Fitness & Health · Live
Calories you actually need,
per day.
A precise daily calorie calculator built on the Mifflin-St Jeor equation, the formula registered dietitians actually use. Pick your activity level, see your BMR, your TDEE, and a calorie target for every realistic weight goal.
Inputs
Profile & lifestyle
BMR formula
- BMR
- 1,780 kcal
- Activity
- ×1.55
- TDEE
- 2,759 kcal
Daily calories (TDEE)
Maintenance
Macros at TDEE
- Protein207g
- Carbs276g
- Fat92g
Goal calculator
Calories per goal
Macro split
30 / 40 / 30 at maintenance
| Macro | % | kcal | grams |
|---|---|---|---|
| Protein | 30% | 828 | 207g |
| Carbohydrates | 40% | 1,104 | 276g |
| Fat | 30% | 828 | 92g |
Field guide
BMR, TDEE, and what they actually mean.
Two acronyms drive every calorie calculator: BMR (Basal Metabolic Rate) and TDEE (Total Daily Energy Expenditure). BMR is the energy your body burns at complete rest — the cost of staying alive. TDEE is BMR multiplied by an activity factor: it's the total calories you actually expend in a typical day, including movement and digestion.
The Mifflin-St Jeor equation (default)
Published in 1990 and validated extensively against indirect calorimetry, the Mifflin-St Jeor formula is the most accurate BMR equation for the general adult population. The Academy of Nutrition and Dietetics recommends it as the standard of practice.
Revised Harris-Benedict (alternate)
The 1919 Harris-Benedict equations were updated in 1984 by Roza and Shizgal with modern data. Slightly less accurate than Mifflin-St Jeor on average, but historically dominant and still widely cited.
Katch-McArdle (when you know your body fat)
If you have a measured body fat percentage, Katch-McArdle beats both alternatives because it works from lean body mass rather than total weight — the same metabolic logic that makes a 200-lb athlete and a 200-lb sedentary office worker have very different needs.
LBM = weight × (1 − bodyFat% ⁄ 100)
The activity multipliers
Once you have BMR, multiply by an activity factor to get TDEE. These multipliers haven't changed since they were published with the 1985 WHO/FAO/UNU report.
- Sedentary (×1.2): desk job, no exercise
- Lightly active (×1.375): light exercise 1–3 days/week
- Moderately active (×1.55): exercise 3–5 days/week
- Very active (×1.725): hard exercise 6–7 days/week
- Extra active (×1.9): physical job + intense training
From TDEE to a weight goal
The classic conversion: 1 kg of body fat ≈ 7,700 kcal (≈ 3,500 kcal per pound). To lose 0.5 kg per week, you need a daily deficit of (0.5 × 7700) ÷ 7 ≈ 550 kcal. To gain 0.5 kg per week, the same surplus.
Real life is messier: water weight, glycogen, sodium, and thermogenic adaptation all bend the curve. But the calories-in/calories-out arithmetic is the right starting point for any plan.
Sustainable rates of change
Faster isn't better. For sustained, fat-preferring weight loss, target 0.5–1% of body weight per week. A 90 kg person should lose roughly 0.45–0.9 kg/week. Aggressive deficits below ~80% of TDEE risk muscle loss, hormonal disruption, and metabolic slowdown.
For lean gain (“bulking”), the same caution applies in reverse. Around +250–500 kcal/day is plenty for most lifters; surpluses much larger than that mostly buy fat, not muscle.
The 30 / 40 / 30 macro split
This calculator uses a balanced default split of 30% protein, 40% carbohydrates, 30% fat — appropriate for general fitness. Convert calories to grams using the standard energy densities: protein 4 kcal/g, carbs 4 kcal/g, fat 9 kcal/g. Higher protein splits (35–40%) are common during a cut to preserve lean mass; lower protein (~20%) is fine for recreational athletes at maintenance.
Worked example
A 30-year-old male, 180 cm, 80 kg, exercising 3–5 days a week. Mifflin-St Jeor gives:
TDEE = 1,780 × 1.55 = 2,759 kcal
For a half-kilo-per-week cut, target ~2,209 kcal/day. For a half-kilo bulk, ~3,309 kcal/day.
Disclaimer
These numbers are educated estimates. Individual metabolic rates can vary ±10–15% from any predictive equation. Track your weight trend over 2–4 weeks and adjust intake by 100–200 kcal/day if it's drifting in the wrong direction. For medical or clinical guidance, consult a registered dietitian or physician.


PROBLEM: Your answer must be the data repeated exactly, with no pictures in it.

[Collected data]
§ §

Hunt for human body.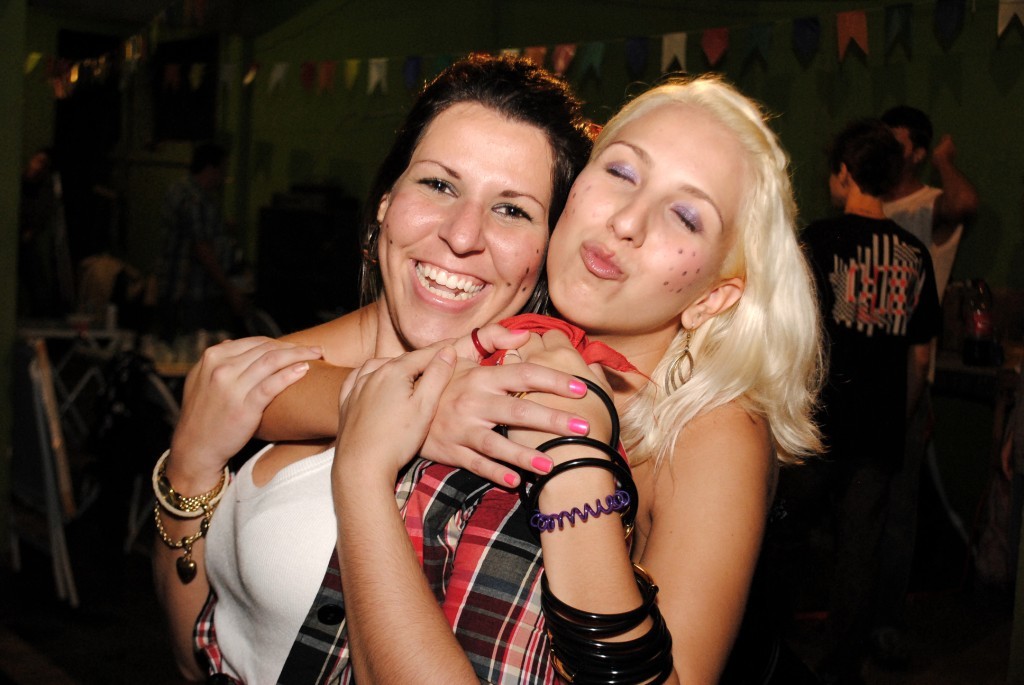
Hunted down at x1=872 y1=116 x2=973 y2=351.
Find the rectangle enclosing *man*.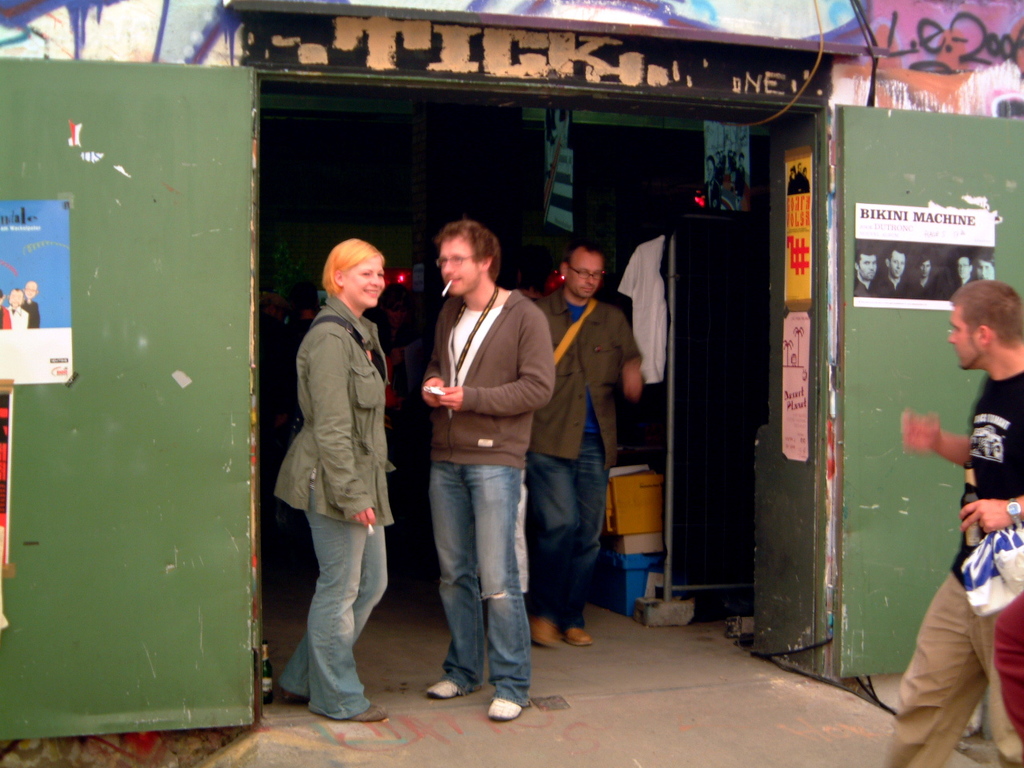
region(426, 220, 554, 714).
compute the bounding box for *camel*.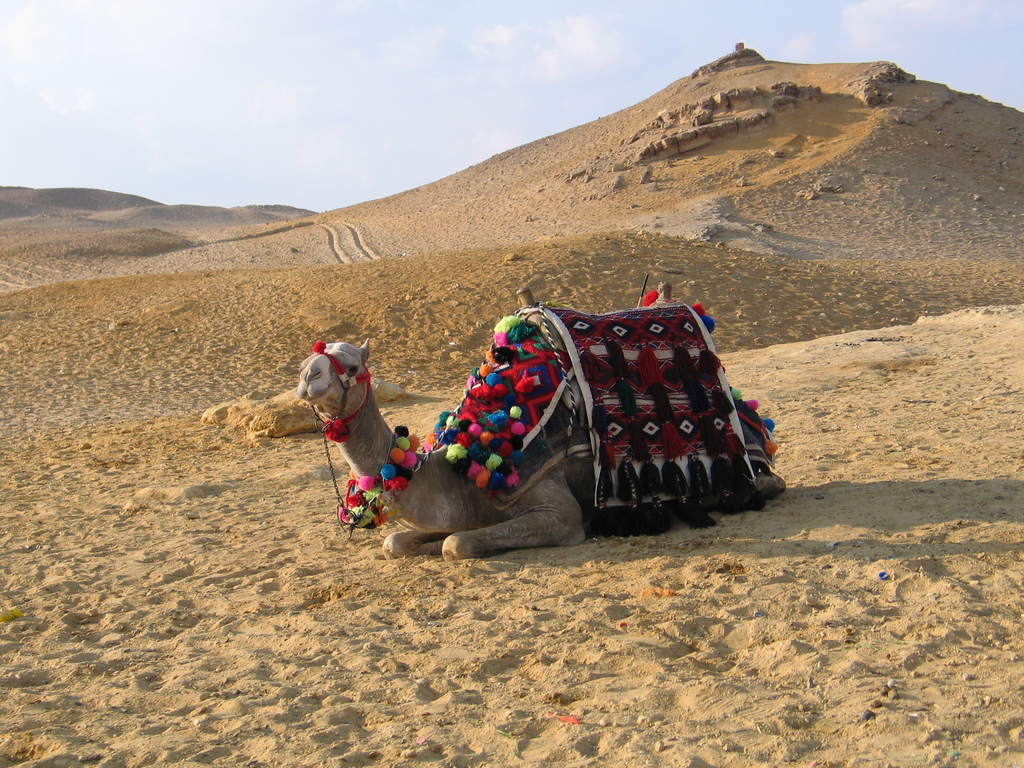
293 303 784 564.
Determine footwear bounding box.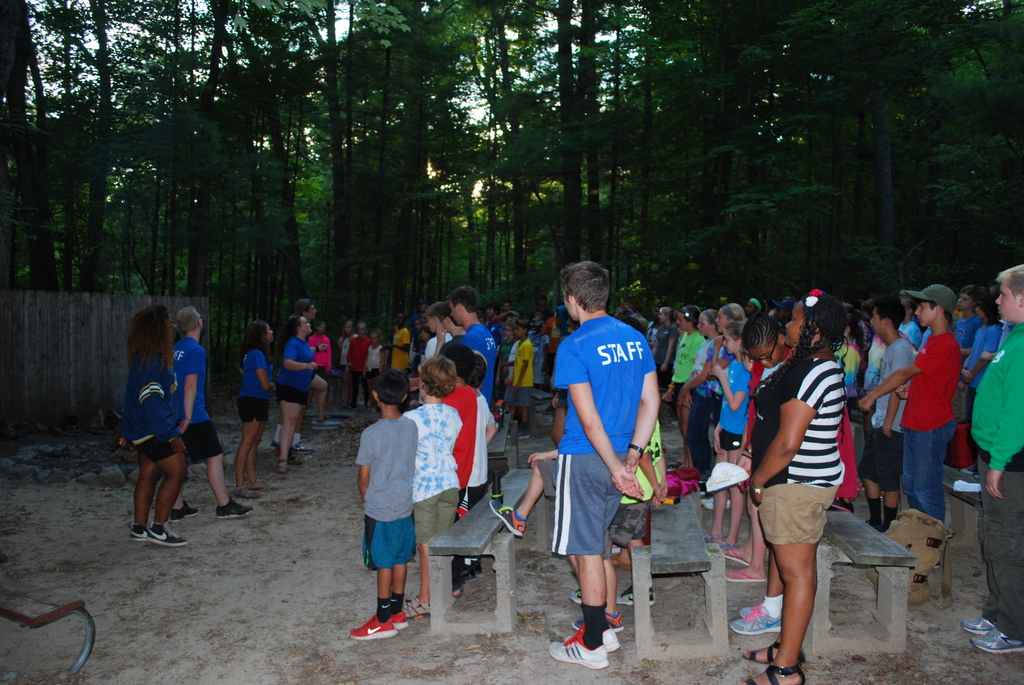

§ §

SOLUTION FOR THIS PROBLEM:
Hunt for human body.
Hunted down at x1=872 y1=116 x2=973 y2=351.
Find the rectangle enclosing *man*.
region(426, 220, 554, 714).
compute the bounding box for *camel*.
293 303 784 564.
Determine footwear bounding box.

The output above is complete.